Russka - Edward Rutherfurd [436]
Hers was the only piano in the village. She would never forget the magical day when it arrived on a little barge coming upriver. Her father had saved for a year to buy it and brought it all the way from Kiev. All the neighbours had come out to watch as he and her two brothers proudly escorted this wonder to their house. She had been only seven when a visiting cousin, a musician, had told them she was a prodigy. The very next year she had gone to live with that family, during term time, down in the big city of Odessa on the Black Sea coast, where there were fine music teachers. Already she had given a public performance and people were saying she would be a professional musician.
‘As long as her health holds up,’ her mother would gloomily say. It was true: that nagging problem with her chest was often with her. Sometimes she would have to rest for days at a time, when she was longing to go back to school. ‘You’ll grow out of it,’ her father promised her: and how she prayed that he was right. How she wanted to live her life for music.
For once Rosa stepped into that kingdom, everything else became unimportant. Sometimes it seemed to her that music was in everything: as absolute as mathematics, as infinite as the universe itself. Music was in the trees, in the flowers, in the endless steppe; music filled the whole sky. She wanted only to pray, and to learn.
And here was the strange conundrum which had puzzled her for several months, and which today made her thoughtful and melancholy.
For if God had made this beautiful world, and given it music, and if she, it seemed, might have been chosen to serve His musical purpose and to play for Him, then why were there evil men, planning to kill her?
Laid out on the east side of the little river, the village’s comfortable thatched houses with their whitewashed walls stretched on each side of the broad dirt road for nearly a mile. Several, like the house where her parents lived, had little orchards behind them. Near the river there was a market square; and just downstream stood a distillery. Indeed, in the poorer Russian north where settlements were smaller than in the Ukraine, such a place would have been called a town.

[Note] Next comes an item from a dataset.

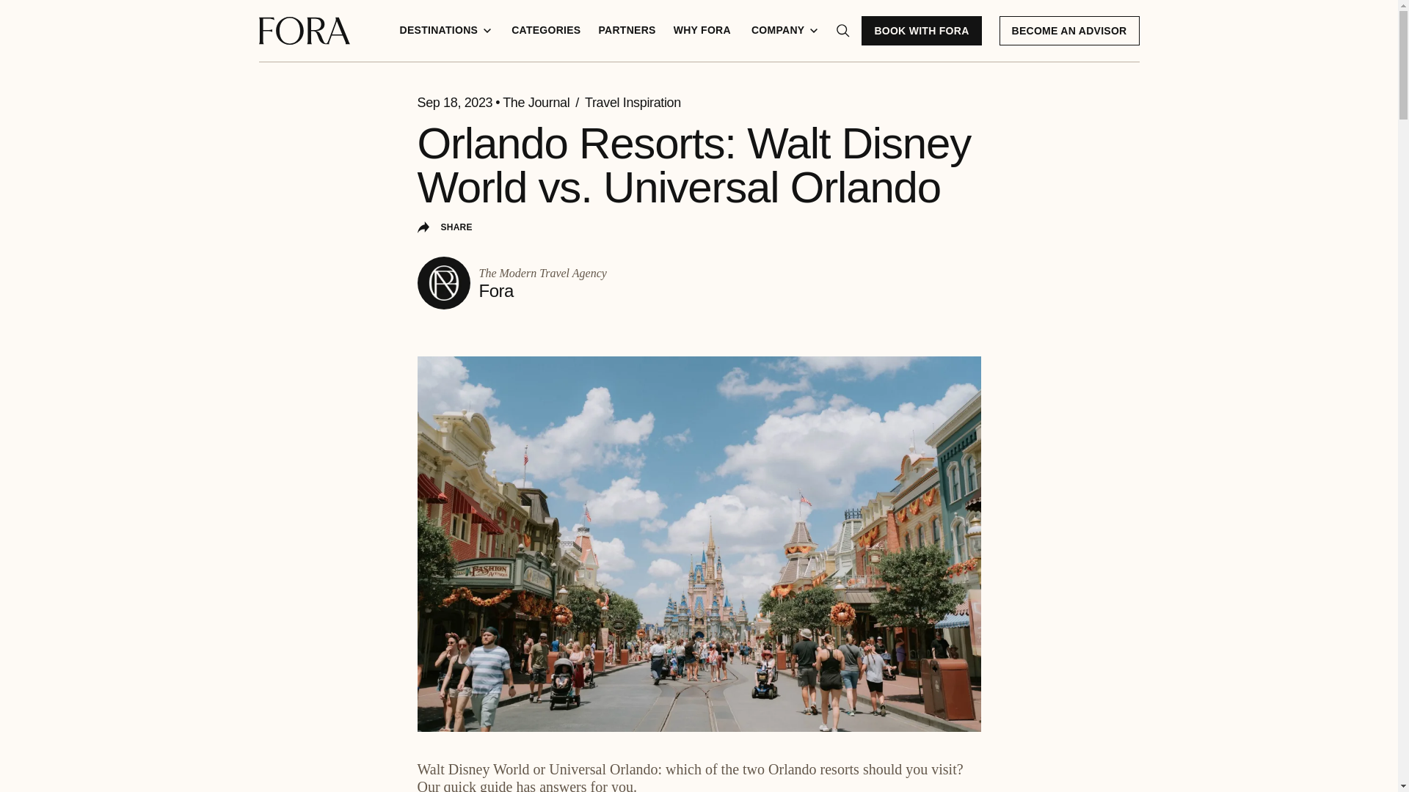 The height and width of the screenshot is (792, 1409). Describe the element at coordinates (626, 31) in the screenshot. I see `PARTNERS` at that location.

It was also quite prosperous. To the huge fields of wheat on the rich black earth of the steppe, two new and valuable crops had been added in recent times: sugarbeet and tobacco. Both were sold to merchants who exported them through the ports on the warm Black Sea, and thanks to this trade and the region’s natural abundance, the peasants lived well.
Rosa’s grandfather had first come to the region to farm. He had died five years ago and her father had taken over. An enterprising man, he also traded wheat and acted as local agent for a firm that manufactured agricultural equipment down in Odessa, so that they were now amongst the better-off families in the village.
She was not aware that once, in former times, this southern settlement had borne the name of Russka.
It was not surprising. The settlement had had two names since then; of its past few signs remained. The little fort on the western bank was only some marks upon the turf; of the church the Mongols had burned down, there was not a trace. Even the landscape had altered somewhat, for centuries of farming had led to the cutting down of many trees, and there were no woods on the eastern side of the river now. The pool and its haunting spirits had gone, dried up. Even the bee forest had disappeared. From the last house in the village, the open steppe of south Russia extended to the horizon, and the only way that the place might have been identified from ancient times was by the tiny mound of an ancient kurgan that appeared upon the steppe in the middle distance.
Rosa walked until she receded the end of the village, where she stopped to gaze over the steppe. There was a pale sun. High overhead, trailing white clouds coming from the west receded over the endless, browning grassland towards a violet horizon.